Report of Trip to New Zealand

July 12th, 2017

Nakamura-Noen Co., Ltd.

Keigo Nakamura

 Thank you for your usual cooperation.

 I went to New Zealand to see the harvesting situation from July 4th.  Please see the brief report of this trip.

  1. Growing advance in autumn

As I mentioned in my NZ report on February 8th, the weather between planting to January was unstable, and the temperature got up to 25 degrees C at maximum one day but another day was only 15.  There were many cloudy days with less sunshine, so the growing of some bulbs seemed slow even though the green above was good.

In this research, the growing was better than usual years.  According to the bulb growers, the weather became usual from February and had much rain in March and April (autumn).  The fertilizer was still in the ground so the bulbs kept growing.  The scale fields were especially good, and some varieties such as Conca D’or and Manissa were already salable sizes like 14-18cm.

The photo above is Casa Blanca.  These are unusually big, and you can see how they are comparing them with my fist in the left corner at the bottom (a bulb on the upper right corner is 19cm).

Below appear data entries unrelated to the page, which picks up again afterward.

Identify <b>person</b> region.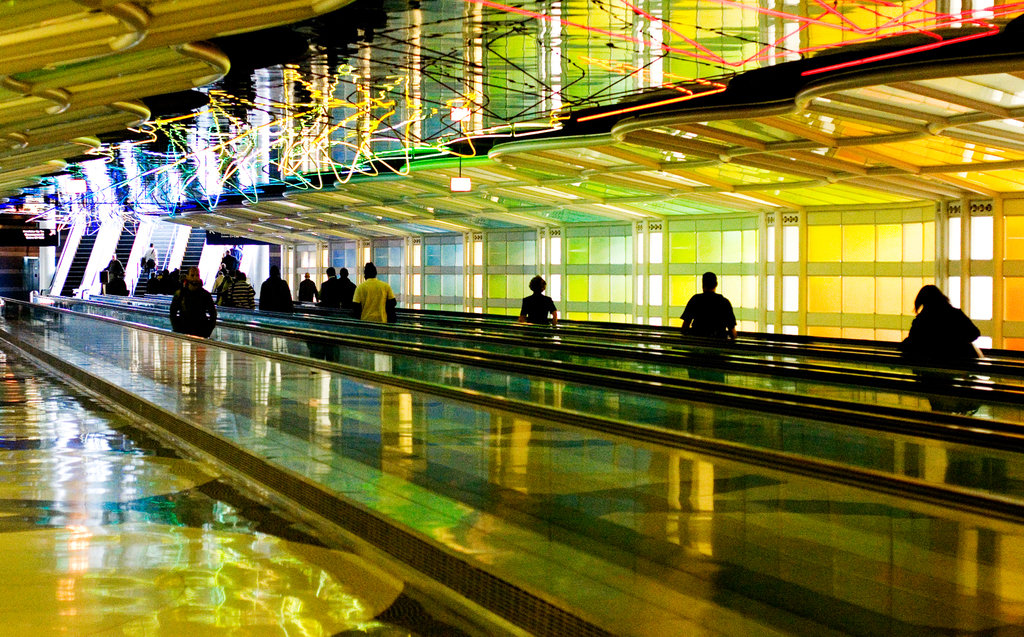
Region: 225, 250, 239, 266.
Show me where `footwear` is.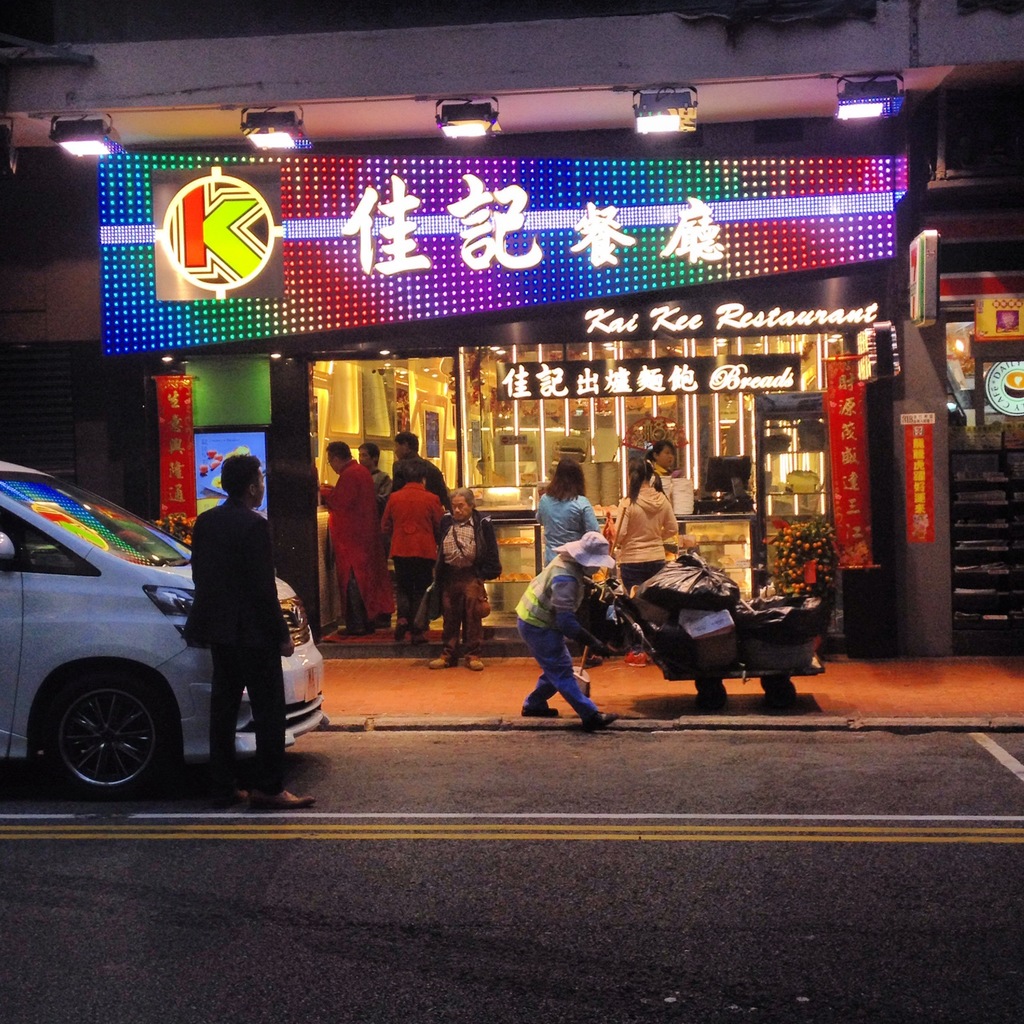
`footwear` is at <bbox>250, 790, 313, 808</bbox>.
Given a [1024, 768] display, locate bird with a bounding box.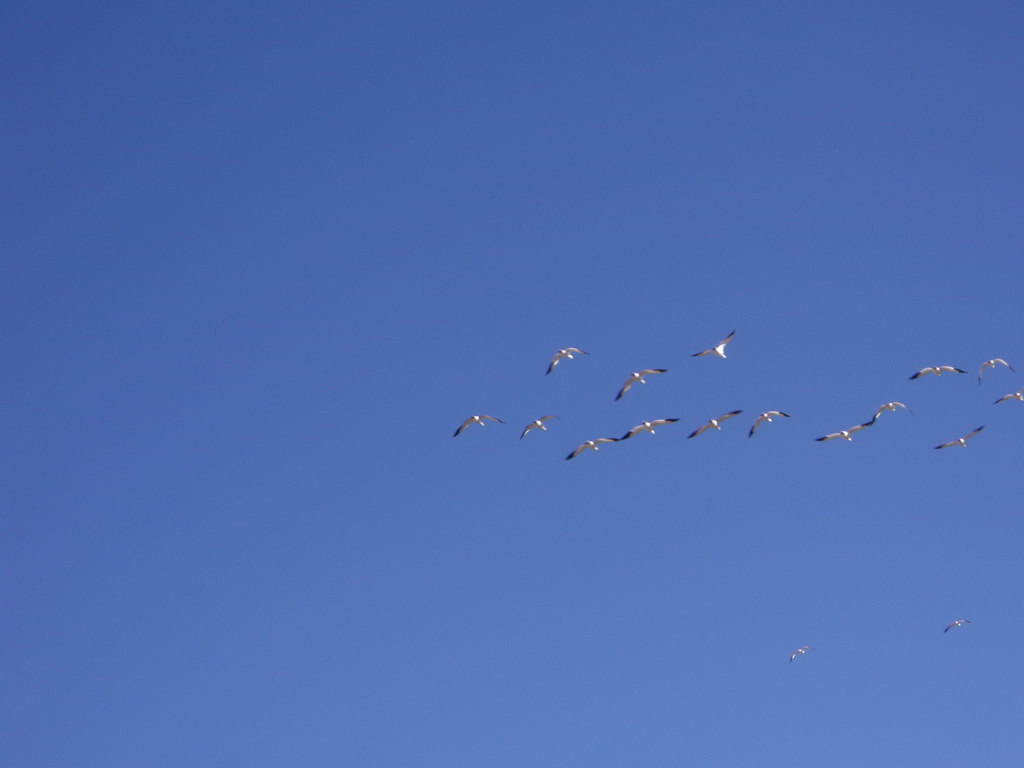
Located: pyautogui.locateOnScreen(943, 618, 975, 636).
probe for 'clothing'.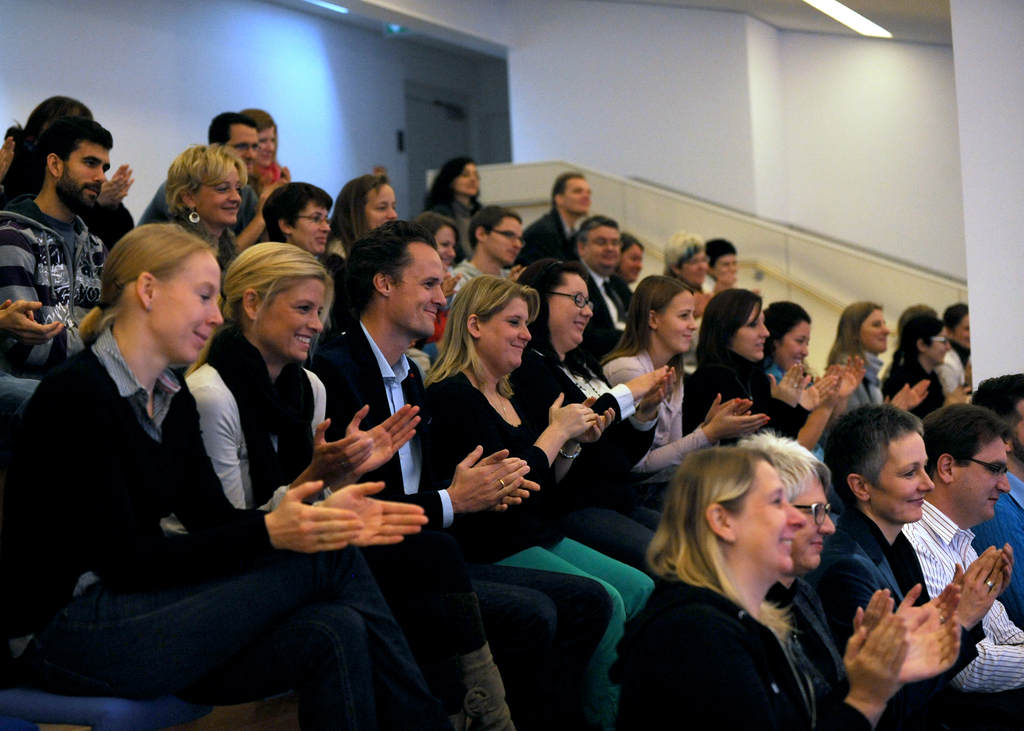
Probe result: Rect(250, 152, 286, 190).
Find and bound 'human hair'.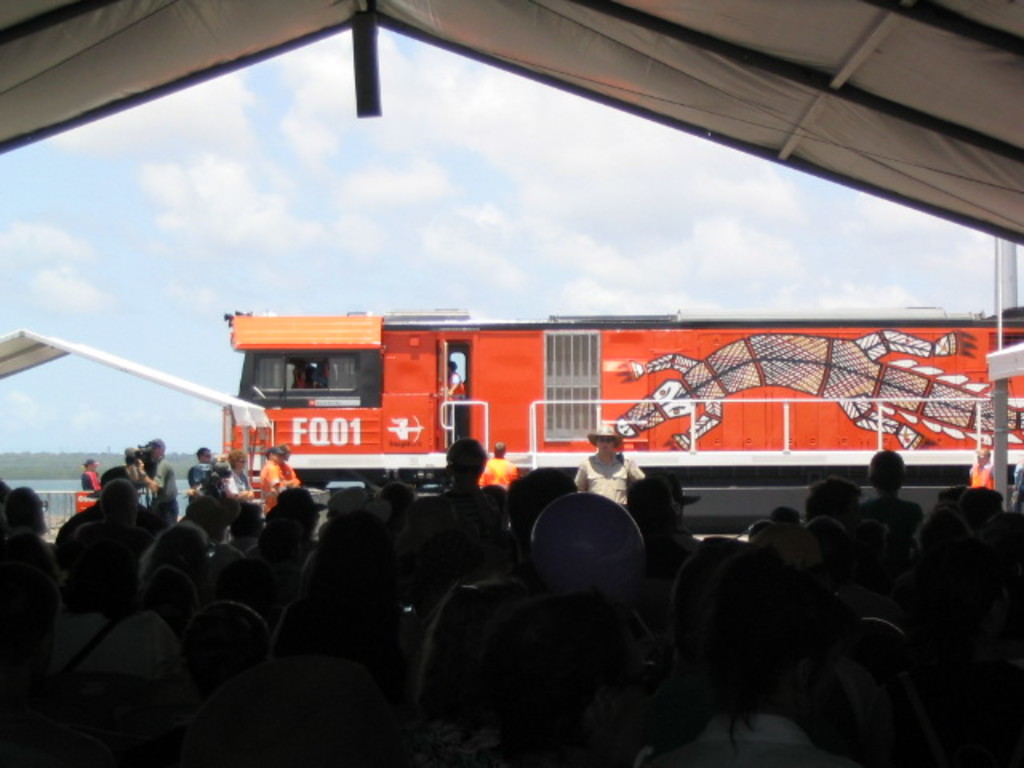
Bound: (x1=413, y1=574, x2=534, y2=704).
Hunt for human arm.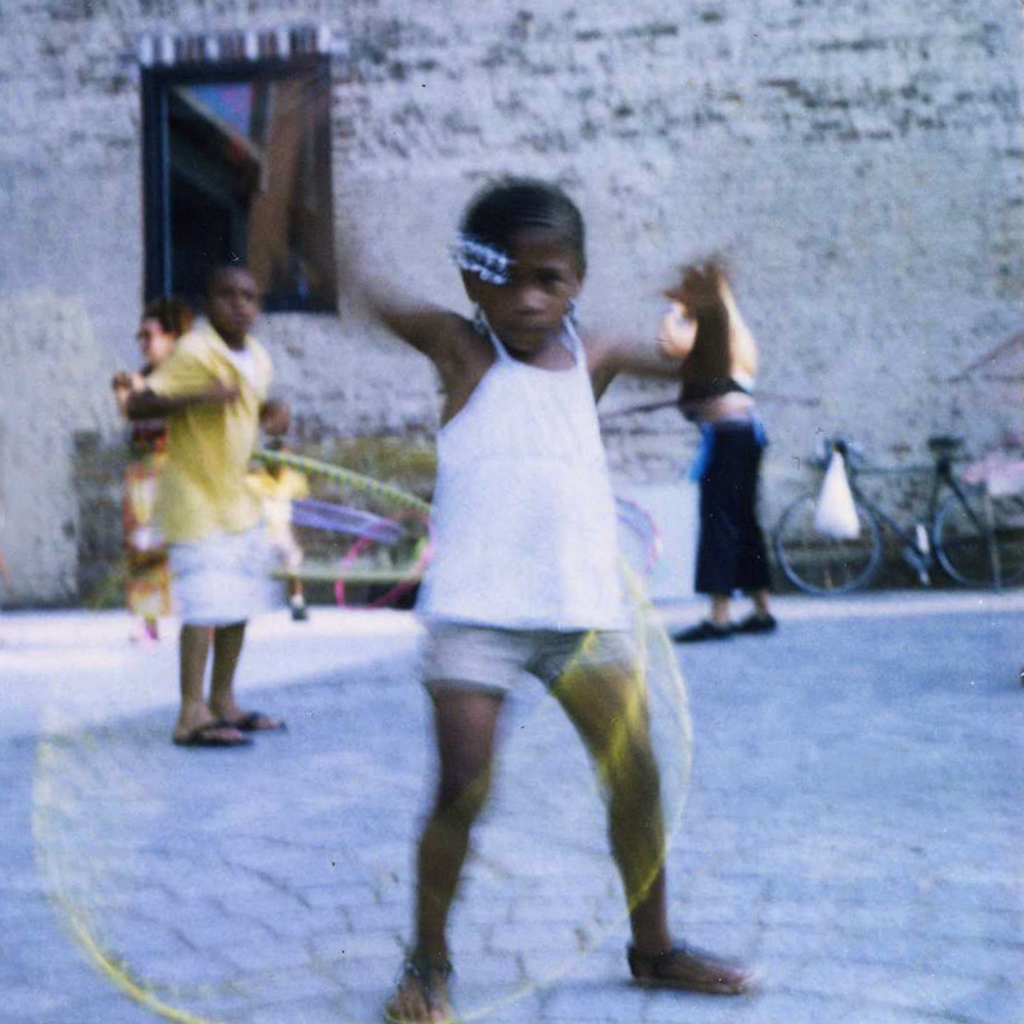
Hunted down at <region>249, 374, 301, 435</region>.
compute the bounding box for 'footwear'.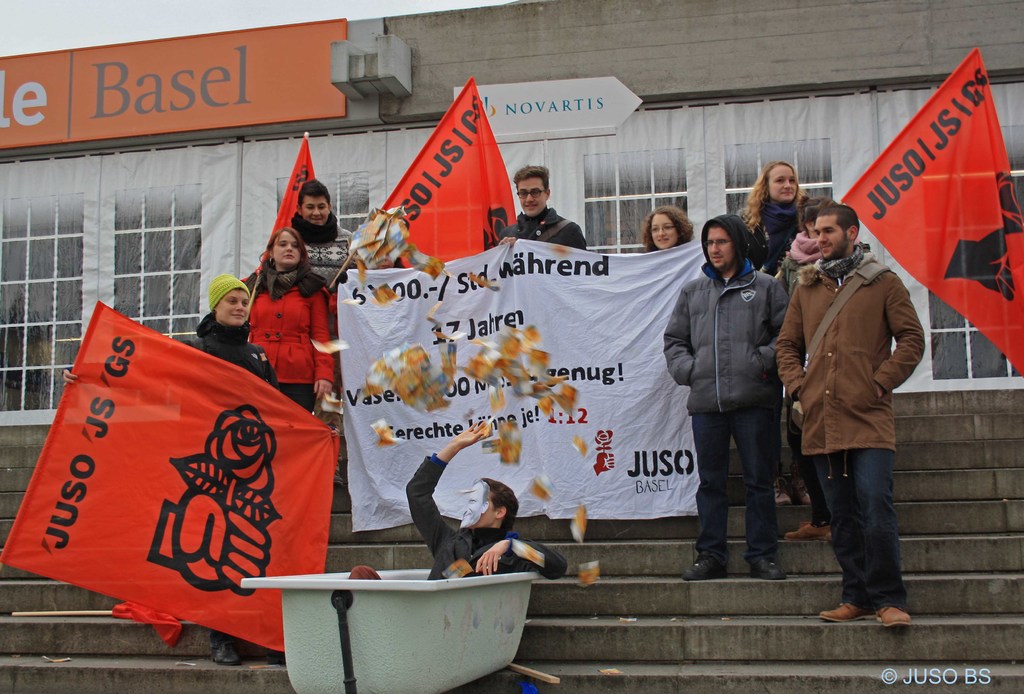
<bbox>787, 527, 831, 537</bbox>.
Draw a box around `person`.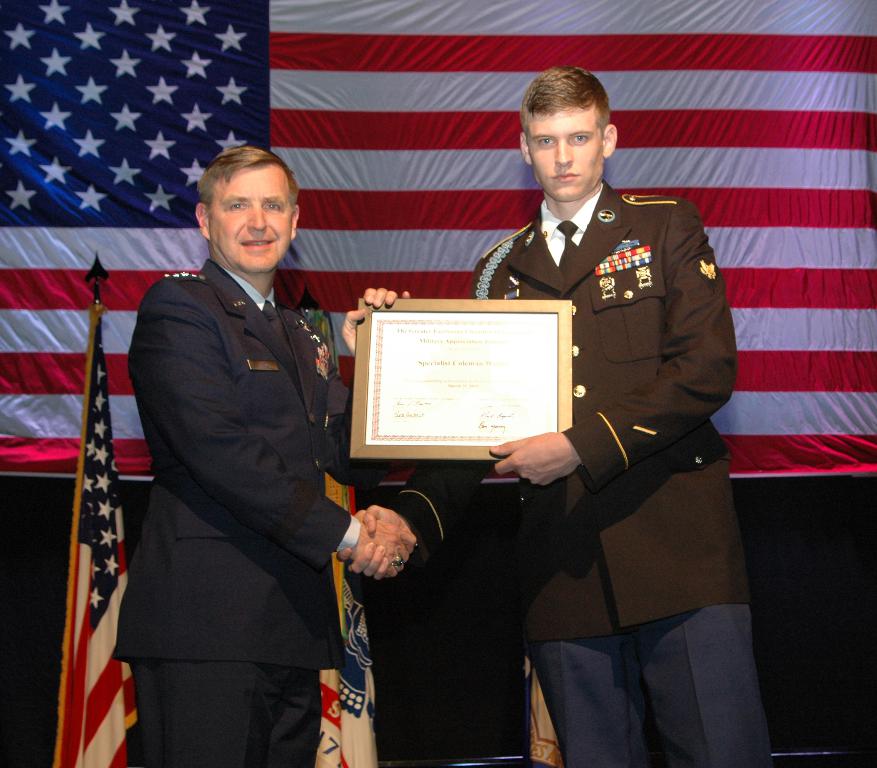
<bbox>340, 61, 777, 767</bbox>.
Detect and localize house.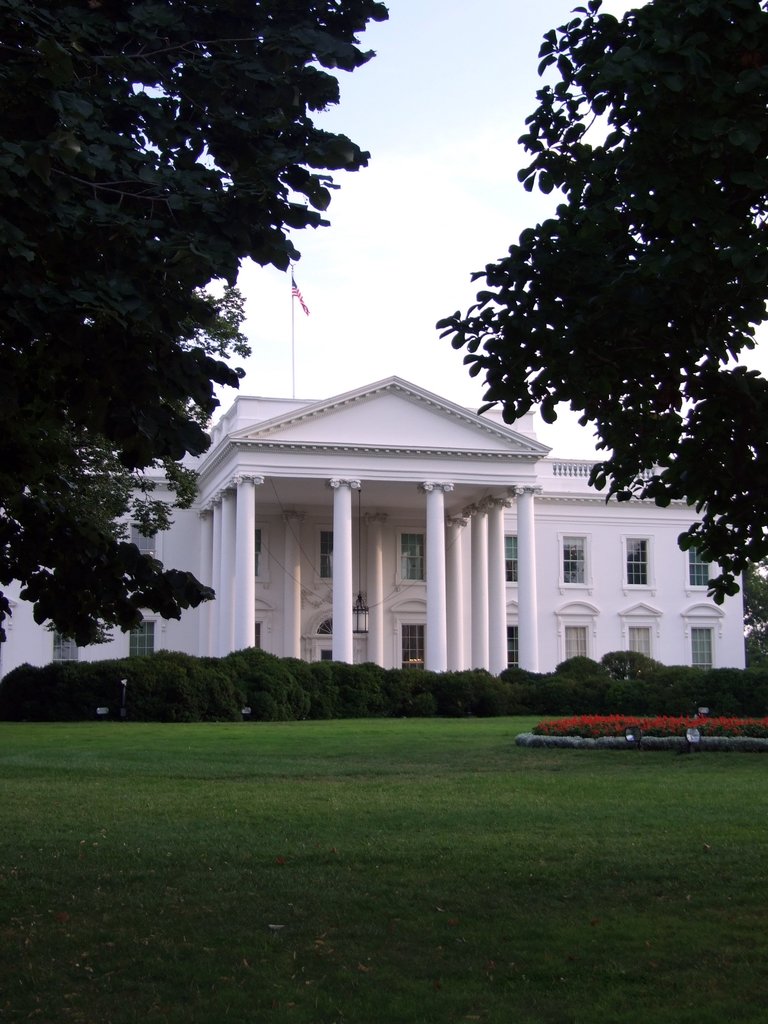
Localized at 525, 461, 719, 676.
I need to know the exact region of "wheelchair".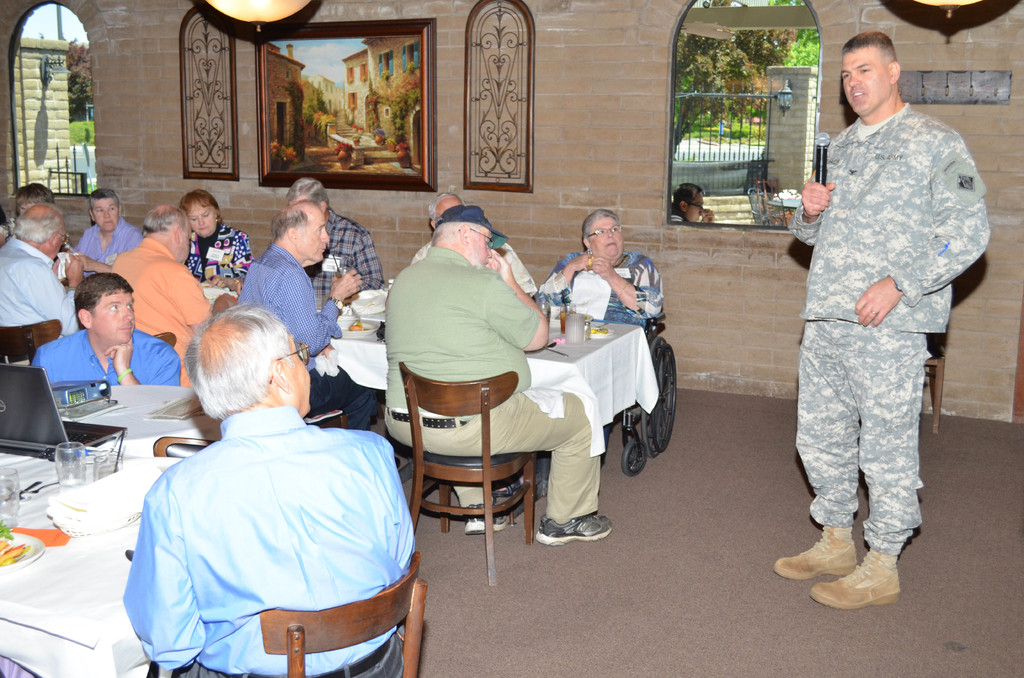
Region: select_region(621, 316, 680, 474).
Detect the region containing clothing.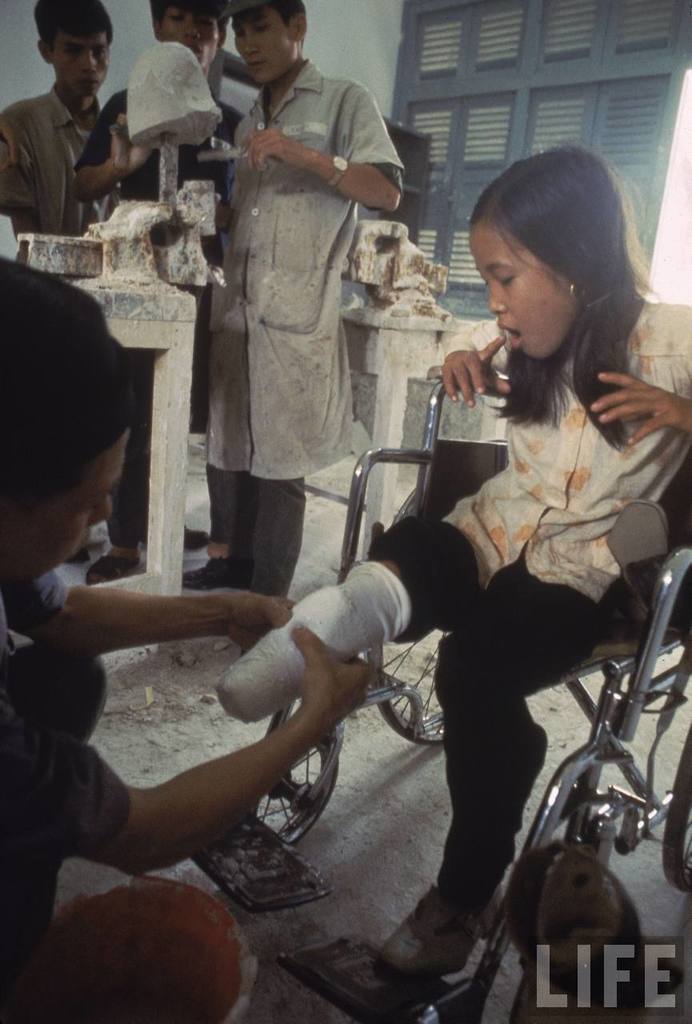
detection(70, 88, 163, 204).
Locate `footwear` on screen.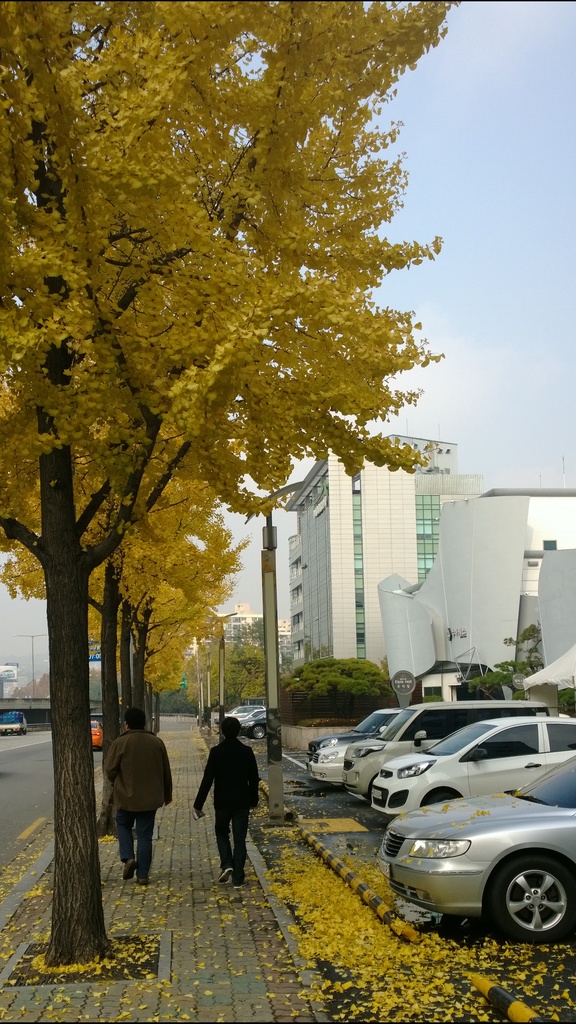
On screen at 138,876,150,886.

In the South Island of NZ, more growers do winter planting (early planting), and they can take more time for growing now.  The photo above is a field which had done planting.   It is said that this made making bigger bulbs easier, prevented double-nose, and made power difference between 1 year crop and 2 year smaller.

 

2. NZ Sprout formation is actually complex

The photos above are comparison of 1 year and 2 year crop of same grower, variety and size.  In the case of Holland, the climate differences among production areas are smaller, and most growers take same production system (Chilean growers also take similar system).  On the other hand, in the Southern Hemisphere, the situation changes because of many factors.  So it’s not always correct to judge things by conditions or growers of the bulbs for SH crop.

Left photo (white back) : the left sprout is 2 year crop, and the right is 1 year

Right photo (brown back) : the left sprout is 2 year crop, and the right is 1 year

 I talked about planting density in my report of Chile, and here are the NZ fields before harvesting.  The left photo is a Siberia lot which is said to lack power a bit in (last year was like the right photo).  The photo in right is a different variety from the same field.  We can see more green (moss) in the left.

 As the importer who deals the biggest quantity of NZ bulbs in Japan, we keep visiting there every year and sharing the situation with the growers.  We believe that it is important to discuss things with the bulbs growers a lot based on the results in our customers’ greenhouses or our lot test for the stable supply of commercial bulbs.